In retrospect, it’s unsurprising that I ask him about his first memory and he replies “my stepdad beating my momma.” It occurred when he was roughly the same age that his son, Draco, is now, and his ardor for his kids seems an unconscious attempt to redress the wrongs that he suffered. His superpower is in his ability to transmute this pain, but it’s also his kryptonite.
“I’ve never felt loved again since my grandma died. I don’t feel love,” he says. “I feel like there ain’t nobody in the world that I can count on. I’m prepared for the worst.”
We talk for a while about the grind and the need to “go get it,” which he claims is the best advice he’s ever received. If you simply mention jail or his legal woes, his mood clots and the subject needs to be immediately switched. He tells me about his desire to humble himself and be patient, to adapt to living that “low-life, high class” existence. Every minute or two, he’ll get distracted by the monkey or his son. He’ll talk about murder and reincarnation while lovingly peeling and hand-feeding tangerines to Fed.
When I ask what he hates most, his voice growls with blood-curdling rage. “When people think I’m fucking dumb but I’m really smart,” he says. “Don’t try to fucking play me like I’m dumb, you just don’t know, I’mma top her out and shit, I just won’t say nothing.

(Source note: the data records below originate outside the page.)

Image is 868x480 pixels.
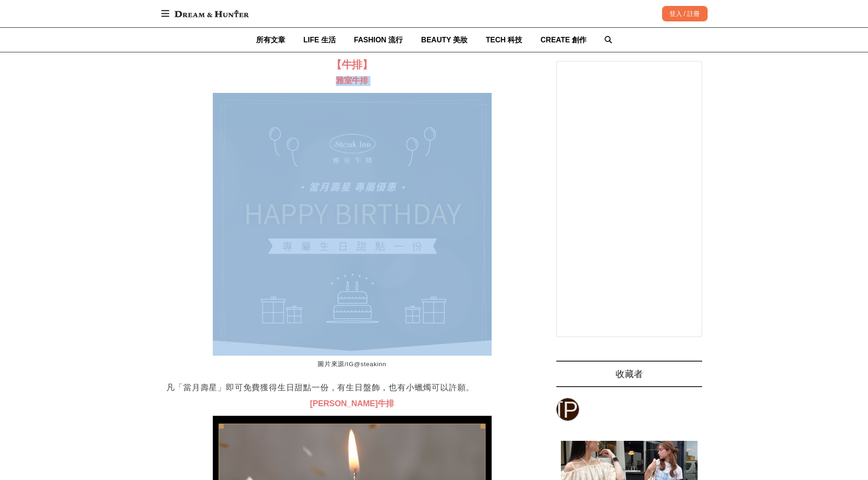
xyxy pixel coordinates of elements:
[486,36,522,44] span: TECH 科技
[540,28,587,52] a: CREATE 創作
[331,59,373,70] span: 【牛排】
[256,28,286,52] a: 所有文章
[662,6,708,21] div: 登入 / 註冊
[486,28,522,52] a: TECH 科技
[213,356,491,374] figcaption: 圖片來源/IG@steakinn
[616,369,643,379] span: 收藏者
[421,28,468,52] a: BEAUTY 美妝
[556,398,579,421] a: [PERSON_NAME]
[304,36,336,44] span: LIFE 生活
[304,28,336,52] a: LIFE 生活
[336,76,368,85] span: 雅室牛排
[421,36,468,44] span: BEAUTY 美妝
[310,399,394,408] span: [PERSON_NAME]牛排
[354,36,403,44] span: FASHION 流行
[213,93,491,355] img: 2025生日優惠餐廳，8月壽星優惠慶祝生日訂起來，當月壽星優惠&當日壽星免費一次看
[170,6,254,22] img: Dream & Hunter
[167,381,539,394] p: 凡「當月壽星」即可免費獲得生日甜點一份，有生日盤飾，也有小蠟燭可以許願。
[354,28,403,52] a: FASHION 流行
[256,36,286,44] span: 所有文章
[540,36,587,44] span: CREATE 創作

Bitch, who wanna think they smarter than me, that shit make me wanna kill you.”
Within two minutes, he’ll pucker up and beg his son for a hug and kiss. In a matter of a sentence, he’ll proclaim his fearlessness then admits that living recklessly keeps him up at night.

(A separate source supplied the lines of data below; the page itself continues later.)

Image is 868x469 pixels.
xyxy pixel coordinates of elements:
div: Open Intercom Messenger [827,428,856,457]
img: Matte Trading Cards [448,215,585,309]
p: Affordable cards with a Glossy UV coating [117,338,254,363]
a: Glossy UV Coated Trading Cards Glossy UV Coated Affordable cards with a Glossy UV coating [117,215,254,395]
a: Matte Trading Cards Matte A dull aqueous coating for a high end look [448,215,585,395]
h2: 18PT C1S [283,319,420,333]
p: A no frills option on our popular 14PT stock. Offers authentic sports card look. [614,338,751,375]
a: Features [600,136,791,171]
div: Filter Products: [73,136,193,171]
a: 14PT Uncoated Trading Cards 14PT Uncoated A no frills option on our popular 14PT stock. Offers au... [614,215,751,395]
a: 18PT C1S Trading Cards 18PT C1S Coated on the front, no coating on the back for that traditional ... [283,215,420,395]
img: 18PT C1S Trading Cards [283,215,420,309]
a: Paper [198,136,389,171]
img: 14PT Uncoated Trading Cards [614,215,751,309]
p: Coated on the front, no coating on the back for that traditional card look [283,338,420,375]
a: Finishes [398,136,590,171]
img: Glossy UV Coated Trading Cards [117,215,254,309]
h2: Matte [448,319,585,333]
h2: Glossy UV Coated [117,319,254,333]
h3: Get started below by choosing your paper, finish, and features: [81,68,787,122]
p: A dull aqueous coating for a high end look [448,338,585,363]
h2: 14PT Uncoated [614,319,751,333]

For a minute, he starts to get close to figuring himself out. He attributes all this success and madness to the divine, the unseen watchmaker genius of god and the guardian spirit of his grandma. Whether evil or good, he moves fundamentally and resolutely off instinct.
“I’m not thinking really. You probably don’t understand,” he says. “I’ll be talking to you and you’ll be like ‘what am I thinking?’ I’m thinking nothing. I’m going with the flow. I’m just living.”
The monkey tries to sneak out the door again, but YoungBoy freezes him in his tracks with a stern look and an, “Aye, Bitch, I know what you up to, you better stay back!”
Everyone in the room laughs.
“It’s weird. I’m from Baton Rouge, right? I don’t have to be the gangster anymore. I feel like I have the life to to be weird and different,” YoungBoy continues. “So I don’t care…fuck that shit. But we still thugging forever though. Shit’s never gonna change.”
By now, the room has slowly started to fill back up again. His A&R calls to check in on a video shoot in New Orleans tomorrow. There’s a community service appointment in New York on Friday. The A&R is adamant that YoungBoy takes the early flight out. I sense that it’s my cue to go, so I say my goodbyes and slip out of the house.
Before I turn my keys into the ignition, I reflexively open Instagram. The first thing that pops up is a (since-deleted) picture that YoungBoy posted just two hours before, which explains his disappearance. There he is in that same Saint Laurent roses shirt, crouched fetally in front of his grandmother’s gravestone, his eyes lowered, his head bowed as though it carried the weight of the world. He brought her a bright pink bouquet of carnations and placed them delicately above her epitaph, which reads: “May the work I’ve done speak for me.”